In columns 1-4 we show that other dimensions of culture
have a positive and signicant eect on the transplant. We obtain similar results when
we use French Ties or the Pro-French dummy. Columns 5-6 show that the pre-existing
liberal institutions amplify the eect of Napoleonic Code but they do not delete the
eect of cultural similarity. This suggests that the cultural environment is important
for the eectiveness of French institutions and that Catholic territories might have had
a more favorable attitude towards French culture. When running our dierent cultural
and institutional measures against each other (columns 7-8) we nd that the eect is
explained by both dimensions.
This appears to support the hypothesis that a reign
that was historically more exposed to liberal and enlightened ideas was more prone
to accept and implement Napoleonic institutions, but also that culture commonality
played a relevant role. Earlier connections and links with the exporter have a positive
impact on the reception and the eectiveness of the transferred institutions. Finally,
the interaction term between Napoleonic Code and Protestant share has a lower magnitude, supporting the fact that religious beliefs are not the only cultural dimension
important for economic transplant.
25
26
430
Obs.
430
yes
yes
yes
yes
yes
0.677
426
yes
yes
yes
yes
no
0.710
426
yes
yes
yes
yes
yes
0.756
Notes:
Standard errors, clustered at the pre-Napoleon-reign level, in parenthesis.

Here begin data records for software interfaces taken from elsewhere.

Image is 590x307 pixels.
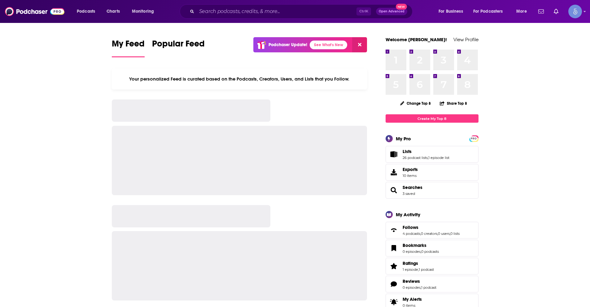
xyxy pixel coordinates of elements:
button: Show profile menu [569,5,582,18]
span: Bookmarks [386,240,479,257]
span: My Feed [112,38,145,53]
button: open menu [435,7,471,16]
a: 3 saved [403,192,415,196]
a: Popular Feed [152,38,205,57]
a: 1 episode list [429,156,450,160]
img: User Profile [569,5,582,18]
span: Reviews [403,279,420,284]
a: PRO [470,136,478,141]
a: 1 podcast [419,267,434,272]
span: Exports [403,167,418,172]
a: Exports [386,164,479,181]
span: My Alerts [388,298,400,307]
input: Search podcasts, credits, & more... [197,7,357,16]
a: Bookmarks [403,243,439,248]
span: Bookmarks [403,243,427,248]
span: Ratings [386,258,479,275]
a: Searches [403,185,423,190]
a: 0 episodes [403,249,421,254]
span: Podcasts [77,7,95,16]
button: open menu [128,7,162,16]
a: Ratings [403,261,434,266]
p: Podchaser Update! [269,42,307,47]
a: Reviews [388,280,400,289]
span: Popular Feed [152,38,205,53]
span: For Business [439,7,463,16]
span: Ratings [403,261,418,266]
span: Ctrl K [357,7,371,15]
a: 0 episodes [403,285,421,290]
span: For Podcasters [474,7,503,16]
a: Searches [388,186,400,195]
a: Show notifications dropdown [536,6,547,17]
a: Ratings [388,262,400,271]
a: 26 podcast lists [403,156,428,160]
a: 0 podcasts [421,249,439,254]
button: open menu [470,7,512,16]
div: Your personalized Feed is curated based on the Podcasts, Creators, Users, and Lists that you Follow. [112,68,368,90]
a: View Profile [454,37,479,42]
span: , [418,267,419,272]
a: See What's New [310,41,347,49]
span: , [428,156,429,160]
a: Reviews [403,279,437,284]
img: Podchaser - Follow, Share and Rate Podcasts [5,6,64,17]
a: Follows [403,225,460,230]
a: 1 episode [403,267,418,272]
a: 0 users [438,232,450,236]
span: 10 items [403,174,418,178]
span: Open Advanced [379,10,405,13]
a: 1 podcast [421,285,437,290]
a: Welcome [PERSON_NAME]! [386,37,447,42]
div: My Activity [396,212,421,218]
span: My Alerts [403,297,422,302]
span: Lists [403,149,412,154]
span: More [517,7,527,16]
a: 0 creators [421,232,438,236]
span: New [396,4,407,10]
span: , [450,232,451,236]
a: 4 podcasts [403,232,421,236]
span: Follows [386,222,479,239]
span: Logged in as Spiral5-G1 [569,5,582,18]
span: Lists [386,146,479,163]
a: Show notifications dropdown [552,6,561,17]
a: Charts [103,7,124,16]
a: My Feed [112,38,145,57]
div: My Pro [396,136,411,142]
button: open menu [512,7,535,16]
span: Exports [388,168,400,177]
a: Lists [403,149,450,154]
span: Charts [107,7,120,16]
a: Follows [388,226,400,235]
a: Bookmarks [388,244,400,253]
button: Open AdvancedNew [376,8,408,15]
span: Monitoring [132,7,154,16]
span: Searches [386,182,479,199]
button: open menu [73,7,103,16]
a: Lists [388,150,400,159]
button: Share Top 8 [440,97,468,109]
span: Reviews [386,276,479,293]
a: Create My Top 8 [386,114,479,123]
button: Change Top 8 [397,99,435,107]
a: 0 lists [451,232,460,236]
span: Follows [403,225,419,230]
div: Search podcasts, credits, & more... [186,4,419,19]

*** p<0.01, ** p<0.05, * p<0.1
R2
yes
yes
yes
yes
no
0.650
Historical Controls
Geographic Controls
Economic Controls
Education controls
Hist & Geo Interactions
447
yes
yes
yes
yes
no
0.706
7.246***
(0.470)
8.141***
(0.390)
Constant
7.214***
(0.463)
0.354***
(0.0614)
Napoleon × Inst. Proximity
0.755***
(0.0631)
-0.529***
(0.0645)
-0.0758
(0.0464)
0.147***
(0.0479)
-0.198***
(0.0617)
(5)
-0.312***
(0.0584)
7.207***
(0.631)
0.0685*
(0.0386)
-0.184***
(0.0459)
0.191***
(0.0415)
-3.052***
(0.515)
(4)
447
yes
yes
yes
yes
yes
0.733
8.105***
(0.423)
0.386***
(0.0669)
-0.338***
(0.0673)
-0.160***
(0.0522)
0.178***
(0.0479)
-2.254***
(0.567)
(6)
Institutional Proximity
Institutional Proximity
6.093***
(0.648)
0.0719*
(0.0390)
Napoleon × French Ties
-0.0188
(0.0266)
-0.0634
(0.0463)
0.666***
(0.0738)
-0.0164
(0.0354)
French Ties
-0.248***
(0.0657)
0.147***
(0.0445)
Napoleon × Pro-French
-0.148**
(0.0616)
Napoleon × Protestant Share
0.243***
(0.0458)
-0.246***
(0.0576)
(3)
-0.495***
(0.0632)
0.206***
(0.0448)
Protestant Share
-2.463***
(0.880)
(2)
Pro-French
Pro-French
0.0777**
(0.0378)
(1)
French Ties
Napoleon
elementary school teacher 1886
Log average wage male
Table 7: The Eect of Cultural Commonality
430
yes
yes
yes
yes
yes
0.739
8.108***
(0.390)
0.391***
(0.0619)
-0.327***
(0.0643)
0.0712*
(0.0379)
-0.00675
(0.0197)
-0.169***
(0.0521)
0.190***
(0.0454)
-2.590***
(0.564)
(7)
426
yes
yes
yes
yes
yes
0.764
7.853***
(0.393)
-0.877***
(0.0803)
0.880***
(0.0753)
2.193***
(0.134)
-1.971***
(0.127)
-0.187***
(0.0437)
0.191***
(0.0400)
-2.752***
(0.460)
(8)
Horserace
7
Concluding Remarks
This paper is the rst attempt to investigate the heterogeneous eect of a law transplant
on economic performance exploiting cultural diversity across territories.
Nineteenth-century Prussia provides a very suitable context to test this hypothesis
as it allows us to exploit a quasi-natural experiment, the Napoleonic military campaign, in an enviroment characterized by a rich variety of cultural traits.
All our
evidence points to the importance of culture as a mediating factor in the reception of
foreign institutions. Specically, we nd no eect of historically French institutions on
economic performance due to the absence of cultural similarity. Indeed, the positive
eect of radical institutional reforms brought by the French empire in territories either
sharing religious beliefs or having experienced previous contact with France is almost
double compared to
culturally distant
areas. Our results survive even when controlling
for a measure of institutional proximity between pre-existing institutions and the new
imported ones.
Although we analyze a very specic historical environment and extrapolation to
other contexts might be hazardous, our ndings call for extreme care when deciding to
export seemingly good institutions, for the transplant may fail when it conicts with
local culture and pre-existing institutions.